Pete used his Gamefly account to get me a copy of F.E.A.R. for the 360. This is a shooter of relatively high reputation, mostly on the strength of its special rendering effects and yet another implementation of “bullet time” slow-motion massacre technology.
Unfortunately, I am not feeling very motivated to continue with the game after my first impression. I know this is shallow of me, but I have a lot of games and little time, so if a game is not good immediately, there is little point in going on.
Here’s how the first 20 minutes of F.E.A.R. played out.
1. One minute of various logo sreens.
2. Press start.
3. Five minutes of opening cut scene with a spooky little girl, name credits, and some more logos.
4. Second opening cut scene to set up first mission.
5. Arrive by car at a building with many gray hallways. Run around in the hallways for about five minutes. Shoot one rat, woohoo!. Meet up with your partner. Spooky out of body experience. Run around a bit more.
6. Partner tells you to go look around. Run around to the roof of the building for about five minutes. Some guy jumps you, setting up another expository cut scene with a lot of dialog you can’t quite make out. You can’t make it out because you have to play after the kid is in bed with the sound turned low and the game has no subtitles. Therefore, you have no idea what the exposition was about. No matter. It was probably stupid anyway.
7. Helicopter ride to the next mission. 2 minutes.
8. Play “find the switch” game for 2 more minutes.
9. Spooky cut scene, run into another old building with gray walls. WHOAH! Drone soldiers! Finally the shooting starts.
Let’s summarize. In the first 20 minutes of the game, I shot a rat. 20 minutes into Resident Evil 4 I had already been mauled by a mob of flesh eating zombie people. 20 minutes into Halo I was on a ship being attacked by aliens who were on fire. No wait, the ship was on fire. 20 minutes into Half-Life 2 I was running for my life on the roof of a building. You get the idea. 20 minutes is a long time in a game like this. You have to have something set up by then or I will put your game down and never pick it up again. We who want to shoot things in the head are not patient.
I realize that the developers were attempting to set up a compelling atmosphere and plot. What they succeeded in doing is making the first 20 minutes of their game really boring and tedious. F.E.A.R. did not help its cause by not really improving once the action began. The NPC dialog is all the same. The heavily hyped A.I. is sluggish and not very fun to fight against. The environments are all the same gray buidings filled with metal barrels and wooden crates. I expect the game to become even more repetitive and tedious as time goes on. I might try to tough it out for another hour, but so far I think that my first impressions of this game will be my last.
Good shooters seem rare these days. I wonder if the genre has lost something or if I’ve just become too jaded to deal with its conventions. It’s probably some of both. Maybe playing too much Final Fantasy makes it impossible for you to enjoy a shooter. Maybe Halo 3 will fix everything. Here’s hoping it starts out better than this.
I think the game is OK not as good as Half-Life 2 but OK.
What is nice about the game is that it does a decent attempt to be more than a shooter. That is achieved by some clever level design which you’ll only notice if you have a little more patience with the game.
The level design is highly focused on being surprising which of course is clever, being a horror-shooter type of game. This strategy is execucted quite consequently and works nicely in my opinion. The designers worked a lot with concept of staged emptiness. One will only be attacked when least expected. A little bit like Doom 3 but in this case carried out in a much more subtle manner. I remember sneaking through a long passage of eventless dark corridor before arriving to a lit hall with some elevators circled by numerous dark corners.
The perfect stage for an ambush or a nasty boss-monster.
It took me some ten minutes to sneak around to check all the corners just to realise that the scene was without any sort of danger.
THAT made me go wauw!
Don’t bother finishing the game. I played it all in a darkened room wearing studio reference headphones and rather enjoyed the initial thrills. Unfortunately after a couple of hours it just fell back into the usual pattern:
Find switch
Shoot bad guys
Watch cut scene
…
Lose all your weapons
Acquire them all again
See above
Plus, everything looks like plastic.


Exercise aim:
Exactly as written, return every line of the data below.
-----
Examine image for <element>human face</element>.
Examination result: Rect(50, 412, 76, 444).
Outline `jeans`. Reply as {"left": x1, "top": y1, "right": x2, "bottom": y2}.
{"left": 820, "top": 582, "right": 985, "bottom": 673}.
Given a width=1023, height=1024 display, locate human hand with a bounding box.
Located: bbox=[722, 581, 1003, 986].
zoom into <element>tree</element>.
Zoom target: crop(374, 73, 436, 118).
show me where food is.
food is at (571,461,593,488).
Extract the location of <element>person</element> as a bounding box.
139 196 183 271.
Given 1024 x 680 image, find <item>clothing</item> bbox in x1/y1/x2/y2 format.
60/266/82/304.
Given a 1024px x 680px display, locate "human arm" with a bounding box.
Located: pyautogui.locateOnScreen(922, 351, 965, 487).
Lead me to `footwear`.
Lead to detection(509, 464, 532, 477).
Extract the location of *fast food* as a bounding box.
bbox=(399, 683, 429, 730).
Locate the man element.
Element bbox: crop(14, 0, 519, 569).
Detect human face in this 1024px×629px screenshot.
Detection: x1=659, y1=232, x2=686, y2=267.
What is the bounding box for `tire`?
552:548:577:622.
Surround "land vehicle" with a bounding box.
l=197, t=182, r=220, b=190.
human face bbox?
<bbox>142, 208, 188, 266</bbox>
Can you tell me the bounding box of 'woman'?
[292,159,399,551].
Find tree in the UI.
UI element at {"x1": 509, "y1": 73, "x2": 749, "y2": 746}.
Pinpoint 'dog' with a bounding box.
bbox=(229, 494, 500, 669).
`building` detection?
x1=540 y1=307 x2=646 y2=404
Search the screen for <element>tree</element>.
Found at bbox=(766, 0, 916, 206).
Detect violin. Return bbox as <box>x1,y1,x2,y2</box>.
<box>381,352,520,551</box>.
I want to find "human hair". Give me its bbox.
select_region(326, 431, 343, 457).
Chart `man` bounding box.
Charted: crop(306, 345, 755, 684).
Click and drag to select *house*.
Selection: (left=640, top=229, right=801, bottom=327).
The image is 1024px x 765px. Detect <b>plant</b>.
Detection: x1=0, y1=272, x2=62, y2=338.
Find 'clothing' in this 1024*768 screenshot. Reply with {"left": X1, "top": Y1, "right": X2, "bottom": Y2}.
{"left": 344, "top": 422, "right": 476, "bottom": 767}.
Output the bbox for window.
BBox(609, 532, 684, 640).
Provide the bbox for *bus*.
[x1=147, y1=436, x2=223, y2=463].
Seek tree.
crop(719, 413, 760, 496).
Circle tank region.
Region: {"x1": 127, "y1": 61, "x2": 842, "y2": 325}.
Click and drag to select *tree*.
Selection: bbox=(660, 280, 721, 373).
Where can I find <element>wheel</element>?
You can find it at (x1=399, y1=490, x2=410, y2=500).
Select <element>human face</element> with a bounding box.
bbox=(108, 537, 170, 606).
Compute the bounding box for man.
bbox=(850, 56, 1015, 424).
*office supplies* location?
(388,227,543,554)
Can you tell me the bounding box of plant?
-----
Task solution:
Examine image for <element>human face</element>.
Examination result: Rect(50, 412, 76, 444).
Outline `jeans`. Reply as {"left": x1, "top": y1, "right": x2, "bottom": y2}.
{"left": 820, "top": 582, "right": 985, "bottom": 673}.
Given a width=1023, height=1024 display, locate human hand with a bounding box.
Located: bbox=[722, 581, 1003, 986].
zoom into <element>tree</element>.
Zoom target: crop(374, 73, 436, 118).
show me where food is.
food is at (571,461,593,488).
Extract the location of <element>person</element> as a bounding box.
139 196 183 271.
Given 1024 x 680 image, find <item>clothing</item> bbox in x1/y1/x2/y2 format.
60/266/82/304.
Given a 1024px x 680px display, locate "human arm" with a bounding box.
Located: pyautogui.locateOnScreen(922, 351, 965, 487).
Lead me to `footwear`.
Lead to detection(509, 464, 532, 477).
Extract the location of *fast food* as a bounding box.
bbox=(399, 683, 429, 730).
Locate the man element.
Element bbox: crop(14, 0, 519, 569).
Detect human face in this 1024px×629px screenshot.
Detection: x1=659, y1=232, x2=686, y2=267.
What is the bounding box for `tire`?
552:548:577:622.
Surround "land vehicle" with a bounding box.
l=197, t=182, r=220, b=190.
human face bbox?
<bbox>142, 208, 188, 266</bbox>
Can you tell me the bounding box of 'woman'?
[292,159,399,551].
Find tree in the UI.
UI element at {"x1": 509, "y1": 73, "x2": 749, "y2": 746}.
Pinpoint 'dog' with a bounding box.
bbox=(229, 494, 500, 669).
`building` detection?
x1=540 y1=307 x2=646 y2=404
Search the screen for <element>tree</element>.
Found at bbox=(766, 0, 916, 206).
Detect violin. Return bbox as <box>x1,y1,x2,y2</box>.
<box>381,352,520,551</box>.
I want to find "human hair". Give me its bbox.
select_region(326, 431, 343, 457).
Chart `man` bounding box.
Charted: crop(306, 345, 755, 684).
Click and drag to select *house*.
Selection: (left=640, top=229, right=801, bottom=327).
The image is 1024px x 765px. Detect <b>plant</b>.
Detection: x1=0, y1=272, x2=62, y2=338.
Find 'clothing' in this 1024*768 screenshot. Reply with {"left": X1, "top": Y1, "right": X2, "bottom": Y2}.
{"left": 344, "top": 422, "right": 476, "bottom": 767}.
Output the bbox for window.
BBox(609, 532, 684, 640).
Provide the bbox for *bus*.
[x1=147, y1=436, x2=223, y2=463].
Seek tree.
crop(719, 413, 760, 496).
Circle tank region.
Region: {"x1": 127, "y1": 61, "x2": 842, "y2": 325}.
Click and drag to select *tree*.
Selection: bbox=(660, 280, 721, 373).
Where can I find <element>wheel</element>?
You can find it at (x1=399, y1=490, x2=410, y2=500).
Select <element>human face</element> with a bounding box.
bbox=(108, 537, 170, 606).
Compute the bounding box for man.
bbox=(850, 56, 1015, 424).
*office supplies* location?
(388,227,543,554)
Can you tell me the bounding box of plant?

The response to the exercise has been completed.